The EU's SAFA (Safety Assessment of Foreign Aircraft) programme permits EASA member state authorities to conduct ramp inspections of foreign-registered aircraft landing at airports within the EU. Inspectors check airworthiness documentation, crew licences, flight and duty records, aircraft exterior condition, dangerous goods compliance, and safety equipment. If serious findings are made, aircraft can be grounded until rectification. SAFA inspection reports are shared across member states and published in aggregate, making the programme a significant check on airlines from countries with weaker regulatory oversight.
The FAA operates a similar Foreign Air Carrier Safety Assessment (FACSA) programme and can restrict foreign carrier operations to the United States if safety concerns are identified. More significant is the IASA (International Aviation Safety Assessment) programme, which assesses foreign aviation authorities (not individual airlines) against ICAO standards. A Category 2 finding against an authority effectively signals to US regulators that all airlines from that country may be operating below international standards.
Safety Management Systems (SMS), now mandatory for airlines under ICAO Annex 19, formalise the proactive side of airline safety. An SMS requires the airline to identify hazards before they cause accidents, assess and mitigate risks, measure safety performance using Key Performance Indicators, and continuously improve based on data. SMS integrates with voluntary safety reporting systems — including NASA's Aviation Safety Reporting System (ASRS) in the United States, which offers confidentiality protection for pilots who report errors or unsafe conditions in good faith.
EU and US Airline Banned Lists
When regulatory dialogue with a foreign aviation authority fails to achieve compliance with international safety standards, the most direct passenger-protective tool available to regulators is banning an airline's operations entirely. Both the EU and the United States maintain such lists.
The EU Air Safety List, maintained by the European Aviation Safety Agency and updated by the European Commission, lists airlines that are prohibited from operating in EU airspace and airlines that are permitted to operate only with specific operational restrictions. The list is published on the European Commission website and updated several times per year. Airlines are added after the Air Safety Committee (comprising national CAA directors) determines that they fail to meet international safety standards — either due to their own safety record or due to inadequate oversight by their state of registry.

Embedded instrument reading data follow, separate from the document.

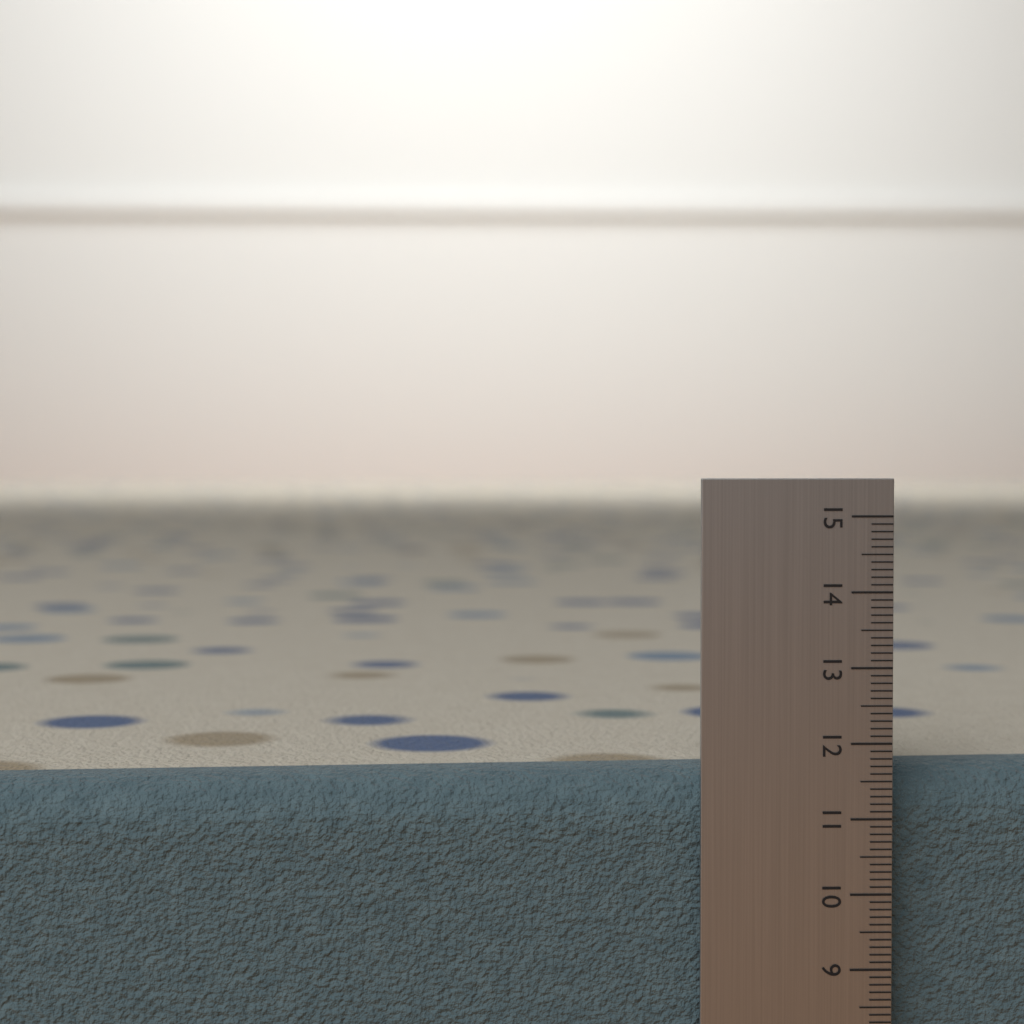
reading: 11.6 (no unit)
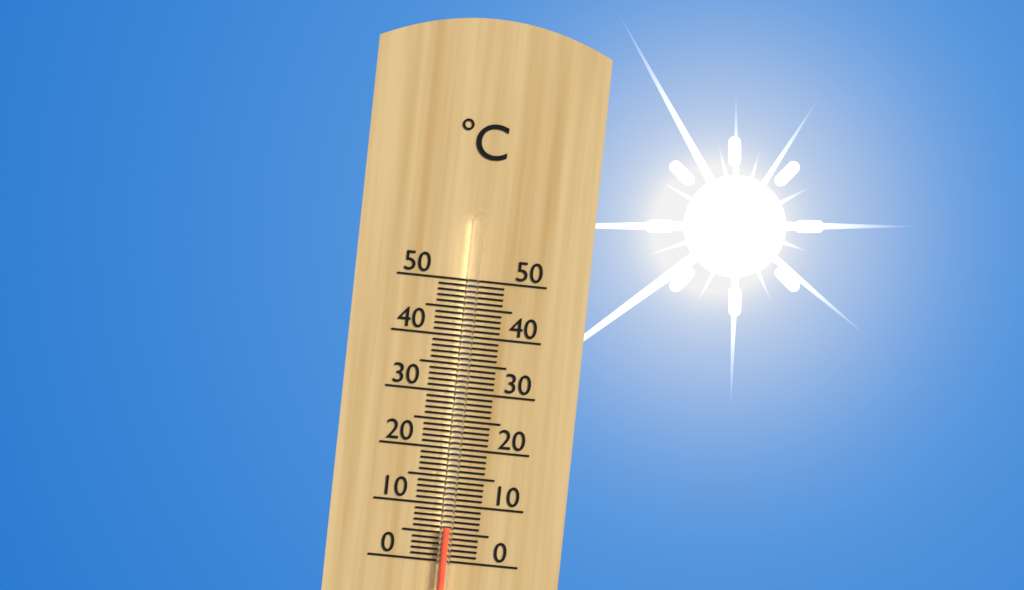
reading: 6 °C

As of 2025, the EU Air Safety List includes all airlines certified in specific countries (Afghanistan, Congo, Equatorial Guinea, Eritrea, Libya, São Tomé and Príncipe, Sierra Leone, Sudan) and numerous individual carriers from other countries. The list was notably updated to add carriers from Russia following the 2022 invasion of Ukraine, based on Russia's refusal to comply with airworthiness directives for Western-built aircraft affected by sanctions. Carriers on the list are legally prohibited from carrying passengers or cargo within EU airspace — not merely discouraged from doing so.
The US DOT and FAA do not maintain an equivalent comprehensive banned list, but the IASA Category 2 designation effectively restricts operations. A carrier from a Category 2 country cannot add new services, new routes, or new aircraft to its US operations until the country's aviation authority is restored to Category 1. This creates significant commercial pressure on both the airline and its government to cooperate with FAA safety improvement recommendations.